Of course I did see him again, or I shouldn’t be telling you all this.  He came to my door, just as he had done before, and at about the same time in the evening.  He hadn’t come to be photographed this time, but for all that it was something about a camera—­something he wanted to know.  He’d brought two books with him, big books, printed in German.  They were on Light, he said, and Physics (or else it was Psychics—­I always get those two words wrong).  They were full of diagrams and equations and figures; and, of course, it was all miles above my head.

He talked a lot about “hyper-space,” whatever that is; and at first I nodded, as if I knew all about it.  But he very soon saw that I didn’t, and he came down to my level again.  What he’d come to ask me was this:  Did I know anything, of my own experience, about things “photographing through”? (You know the kind of thing:  a name that’s been painted out on a board, say, comes up in the plate.)

Well, as it happened, I had once photographed a drawing for a fellow, and the easel I had stood it on had come up through the picture; and I knew by the way Benlian nodded that that was the kind of thing he meant.

“More,” he said.

I told him I’d once seen a photograph of a man with a bowler hat on, and the shape of his crown had showed through the hat.
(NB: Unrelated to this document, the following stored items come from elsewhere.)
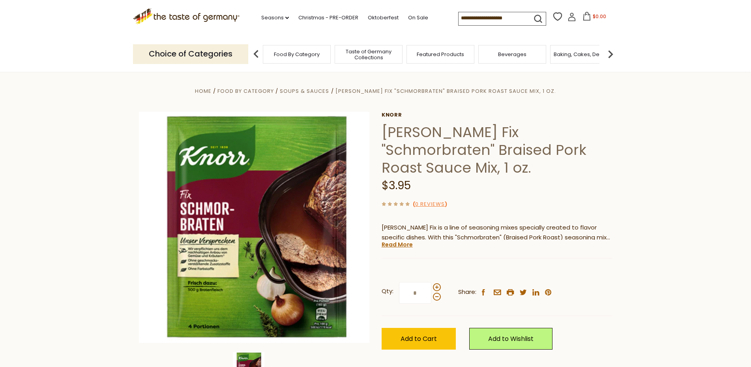 This screenshot has width=751, height=367. I want to click on strong: Qty:, so click(388, 291).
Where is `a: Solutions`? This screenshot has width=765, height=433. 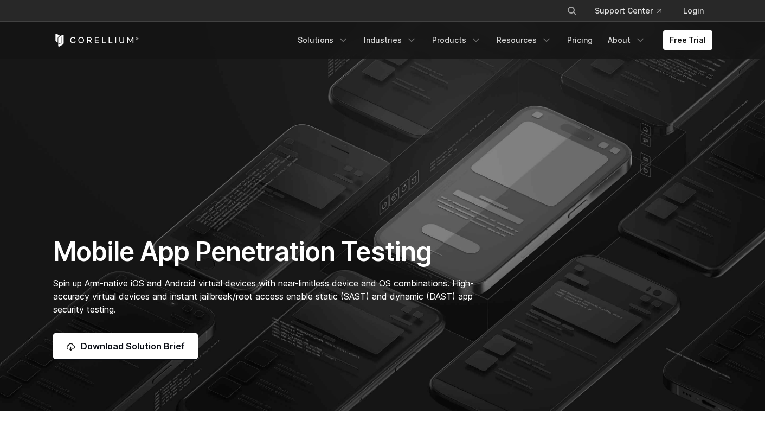
a: Solutions is located at coordinates (323, 40).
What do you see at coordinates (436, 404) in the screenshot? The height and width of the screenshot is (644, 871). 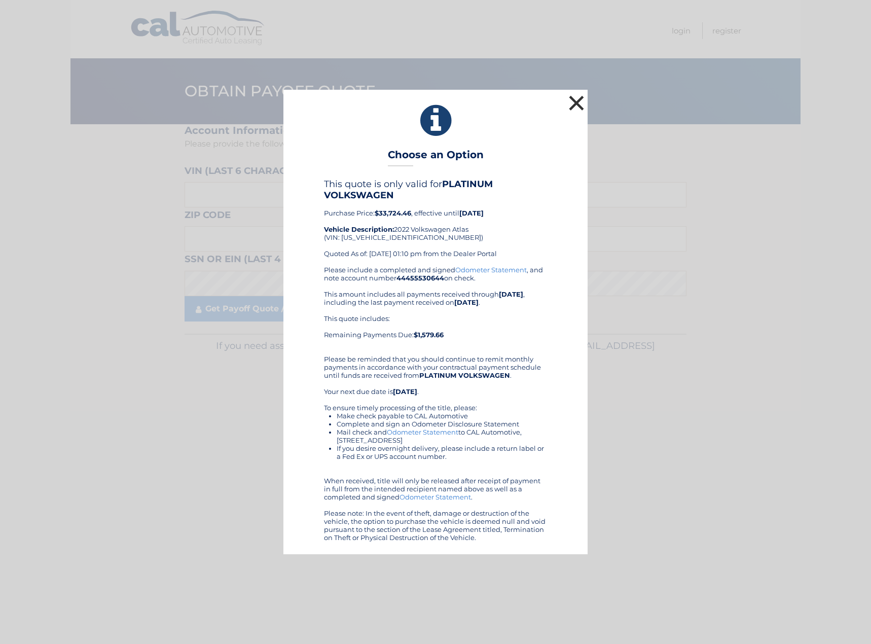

“Yes, yes,” he said, musing; and then he asked:  “Have you ever heard of things not photographing at all?”

But I couldn’t tell him anything about that; and off he started again, about Light and Physics and so on.  Then, as soon as I could get a word in, I said, “But, of course, the camera isn’t Art.” (Some of my miniatures, you understand, were jolly nice little things.)

Copyrights
Project Gutenberg
Widdershins from Project Gutenberg. Public domain.